We begin by copying our new saved model to a GCS bucket which can be accessed by ML Engine:

gsutil cp -r ava_for_mlengine/saved_model/ ${GCS_BUCKET_NAME}/faster_rcnn_resnet101_ava/

Next we can create our model:

gcloud ml-engine models create faster_rcnn_resnet101_ava --regions us-central1

And finally create our model version (v1):

gcloud ml-engine versions create v1 --model faster_rcnn_resnet101_ava --origin=gs://${YOUR_PROJECT_NAME}/faster_rcnn_resnet101_ava/saved_model --framework tensorflow --runtime-version=1.13

Note that I have specified a runtime version equivalent to my local version of Tensorflow (which we used to export the model). Your version may be different.

This step may take some time. While we wait, let’s download an image for testing:

Kick

wget https://upload.wikimedia.org/wikipedia/commons/9/9b/Kick.JPG

You can use the code provided by Google for performing an online prediction (found here), but we first need to convert our image into an encoded string.

For a quick test, you can add the following to the script provided by Google:

if __name__ == '__main__':
	instances = []
	for image_path in sys.argv[1:]:
		with open(image_path, "rb") as image_file:
			encoded_string = base64.b64encode(image_file.read()).decode('utf-8')
			instances.append({"b64":encoded_string})
		response = predict_json($MY_PROJECT_NAME,$MY_MODEL_NAME,instances)
		for response in response:
			print(response.keys())

Which will return:

dict_keys(['detection_boxes', 'detection_classes', 'raw_detection_scores', 'detection_scores', 'num_detections', 'raw_detection_boxes'])

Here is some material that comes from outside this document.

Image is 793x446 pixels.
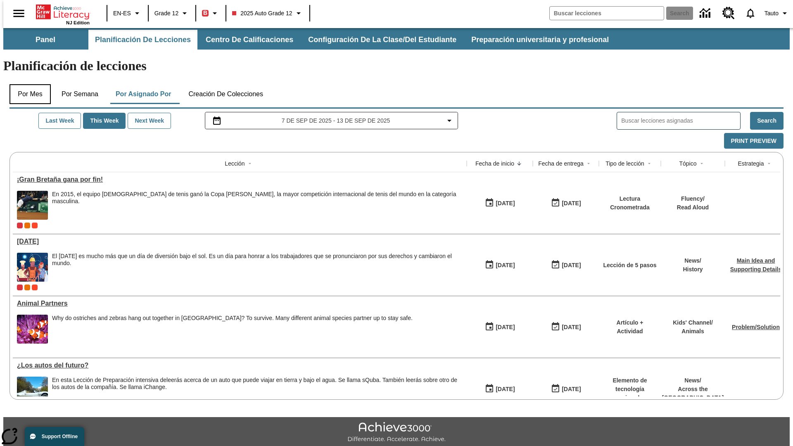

The boxes provide the locations of the detected objects, the classes provide a unique key that identifies the detected object, and the scores provide the confidence for each detected object.

And if I am interested in knowing which classes were applied with a particular confidence level:

for c, s in zip(response['detection_classes'], response['detection_scores']):
	if s > .80:
		print(c, s)

Which, for the ‘kick’ image seen above, will return:

11.0 0.8621717691421509
80.0 0.8211425542831421
80.0 0.8173160552978516

To figure out which classes these keys indicate, I need to download the AVA concept mappings. These can be found here. The relevant labels:


label {
name: "sit"
label_id: 11
label_type: PERSON_MOVEMENT
}

label {
name: "watch (a person)"
label_id: 80
label_type: PERSON_INTERACTION
}

So, we did not detect any kicking with any confidence. There are two kick related labels (35 and 71), but neither appear even in an unfiltered list of the detected classes.

At this point, if my intention was to create a sports specific action detector, that would perform well on photos of martial arts events, I might train my own object detection model. I might also decide to use AVA as a baseline for transfer learning.